Almost all the families owned a summerresidence (la meiro) close to the private and municipal pastures, where they moved with their livestock for four or five months of the year (1). The house almost always had the façade with the gable turned to the valley and the roof ridge orientated along the maximum slope of the terrain. In Sampeyre the larch begins to replace the other building timber. In the stonework the use of partially worked stones for cornerstones, architraves and doorposts occasionally stands out (2).

The Upper Valley

It consists of the municipalities of Casteldelfino, Pontechianale and Bellino, which erstwhile formed the Escartoun di Chasteldelfin, today known as Castellata, once Dauphin territory, then part of the French Kingdom until 1713.

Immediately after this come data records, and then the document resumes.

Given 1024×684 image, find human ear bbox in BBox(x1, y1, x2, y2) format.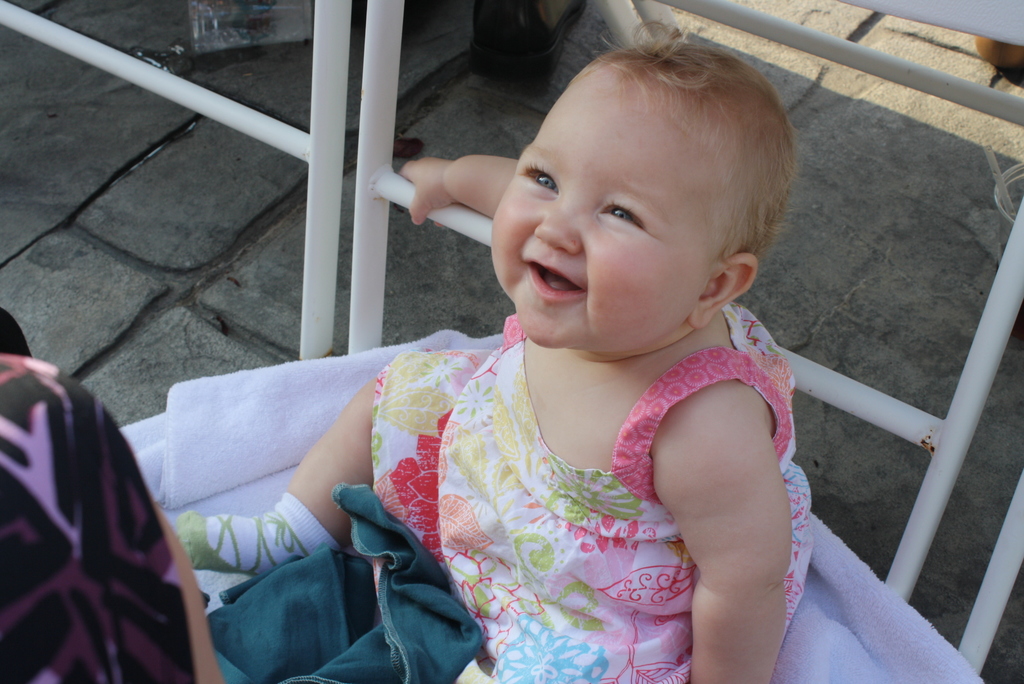
BBox(691, 254, 756, 328).
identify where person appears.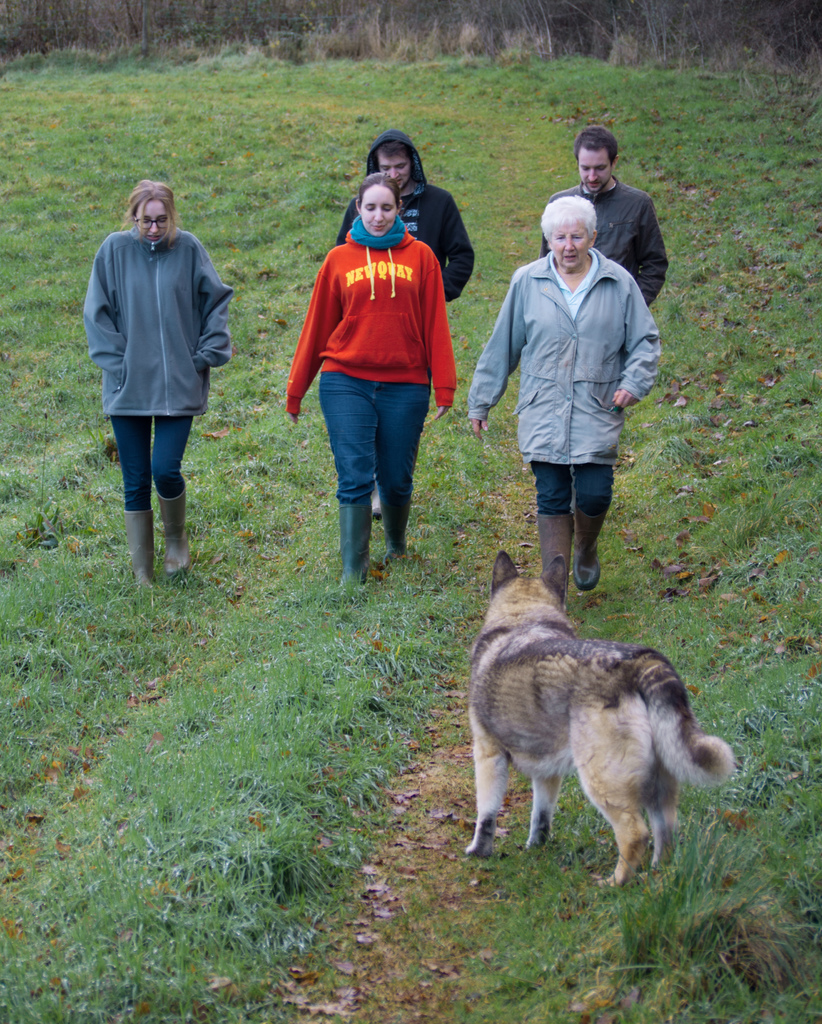
Appears at 337,127,472,520.
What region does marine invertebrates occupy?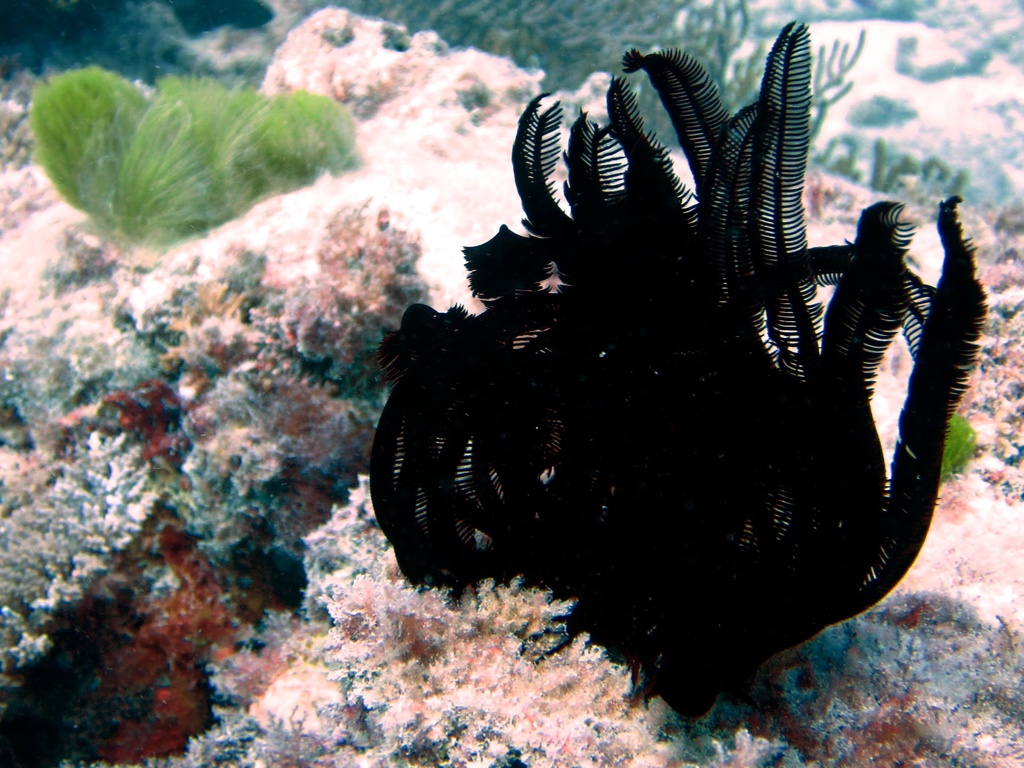
(left=828, top=676, right=959, bottom=767).
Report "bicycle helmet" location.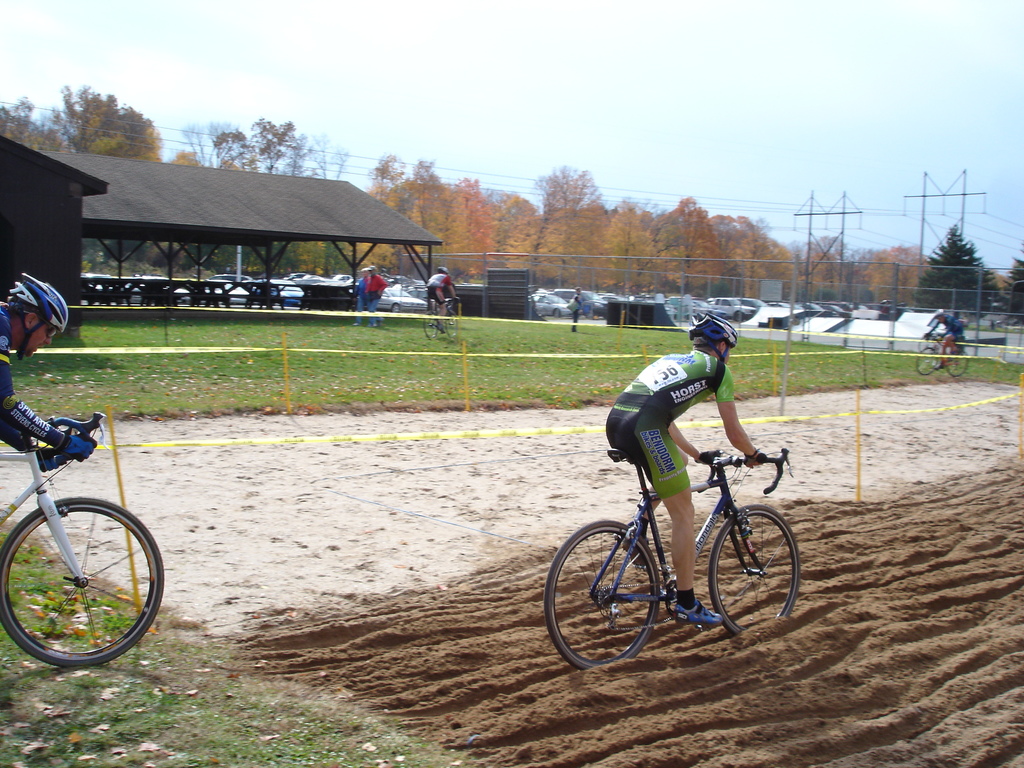
Report: x1=3 y1=271 x2=68 y2=361.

Here, more than anywhere else, the customs of the patriarchal family were conserved. They hemmed the carving up of the land and the rampant growth of the houses. Therefore the houses are bigger and richer because they are the residences of flourishing farms. They are also more voluminous because they have to house large herds and consequently also the hay needed for them for seven months.CASE CONTADINE
One of the decorative structural elements is the round column (la pilio rioundo) made of stonework, often plastered, which supports the eaves of the roof on the façade as well as on the side (3). This architectural element, present in the whole Varaita Valley and in the neighbouring Maira Valley, gives humble farm-houses the dignity of monuments. The pursuit of beauty appears also in the details: the worked stone, the two-arched window with its elegant little middle column, the portal, the long balcony, the decoration, the sundial, the votive fresco and not to mention the mysterious heads sculpted in stone which are of clearly.